On Friday, a new name was added to the Hollywood Walk of Fame: Andranik Madadian, who performs as Andy and has been nicknamed the Prince of Persian Pop, is the first Iranian artist to have a star on the Walk, according to the Hollywood Chamber of Commerce. Andy has toured the world and amassed a huge fan base among Persian and Armenian Americans; Last week, those fans turned out in huge numbers in Los Angeles for his star's unveiling, chanting his name throughout the ceremony.

"They told me to speak from the heart, and the problem is I can't catch up with my heart, cause it's running too fast," he joked during his speech.

Andy, who was born in Tehran, Iran, has been living in Los Angeles for some 40 years.

"All my life, I dreamed of playing rock music and I knew this was the place," he said. "Los Angeles was the destination and everything else was the journey,"

Andy was in love with music growing up in Iran, where he said his family didn't have running water until he was in grade seven and his father had to take out a loan to pay for his first guitar.

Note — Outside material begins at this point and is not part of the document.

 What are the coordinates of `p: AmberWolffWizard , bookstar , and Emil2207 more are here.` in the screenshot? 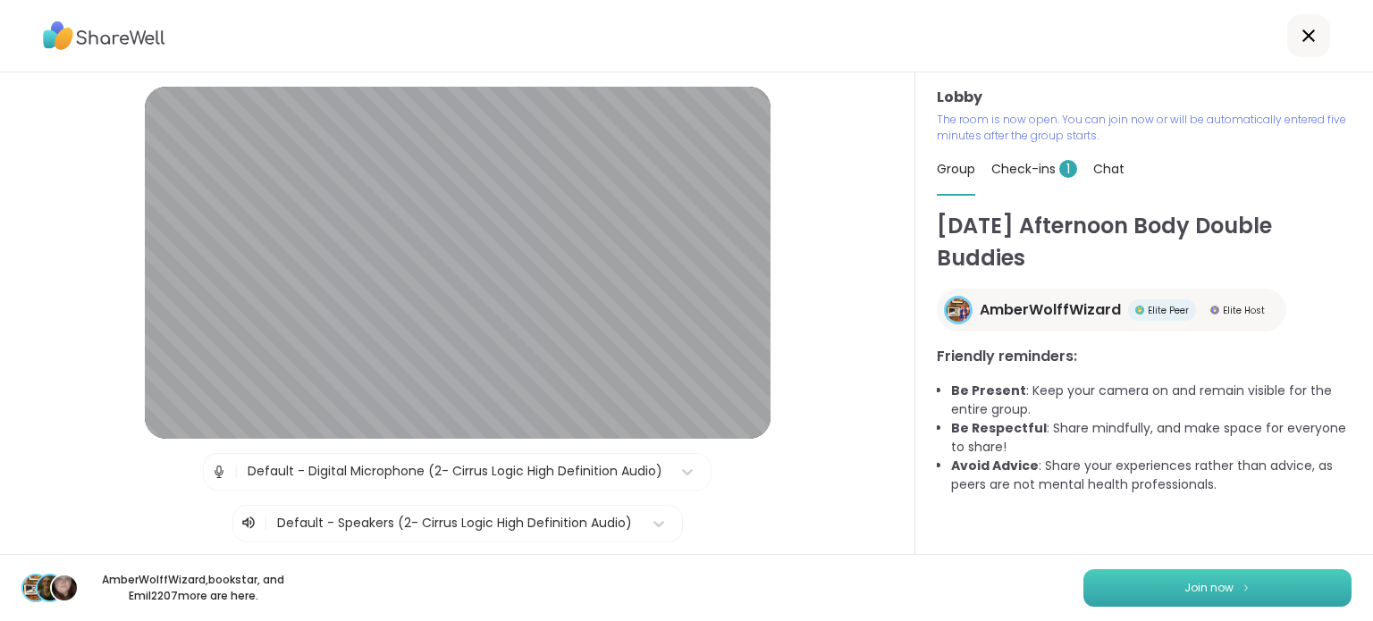 It's located at (193, 588).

By his early 20s, he was just about to release a debut single, but the Iranian Revolution canceled those plans.

"There was a revolution, everybody fled. And of course, I was lucky — the beginning of it, I came to America," he remembered.

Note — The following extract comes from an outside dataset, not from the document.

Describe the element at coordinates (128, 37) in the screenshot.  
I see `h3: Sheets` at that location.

Though he has been in the United States for decades, Andy is still hugely popular in Iran, where you're not really supposed to listen to his music: It's actually banned there.

"Especially because our music is from LA, it's kind of sexy, Americanized," he said. "That music is definitely banned."

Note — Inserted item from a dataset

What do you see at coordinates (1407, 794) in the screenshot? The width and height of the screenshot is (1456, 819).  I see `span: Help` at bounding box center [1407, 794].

Nevertheless, people found ways to listen. His music videos were dubbed onto VHS tapes and smuggled into Iran, where his fans watched images of Andy dancing through the streets of LA in secret.

"It was a crime and it was illegal. So, [a] lot of people got jailed for it because they had our cassettes and VHS tapes," Andy said. "But people were persistent, it shows that you cannot stop music. And regardless of how tough the government gets, people will find ways to listen to it."

Andy Madadian has never returned to Iran, and his star on the Hollywood Walk of Fame comes in the midst of a crisis unfolding thousands of miles away. There have been protests, bloody crackdowns, and of course escalating tensions with the US, which Andy nodded to at the ceremony in Hollywood.

"I'm just hoping and wishing for a day when America and Iran will be friends," he told the crowd, "so we are able as Iranian Americans to take our American friends back to Iran and show them how beautiful Iran is, and how beautiful Iranian people are and how much they love Americans."

NPR's Danny Hajek and Arezou Rezvani produced and edited the audio of this interview. Editorial intern Jon Lewis adapted it for the Web.

Copyright 2021 NPR. To see more, visit https://www.npr.org.

David Greene is an award-winning journalist and New York Times best-selling author. He is a host of NPR's Morning Edition, the most listened-to radio news program in the United States, and also of NPR's popular morning news podcast, Up First.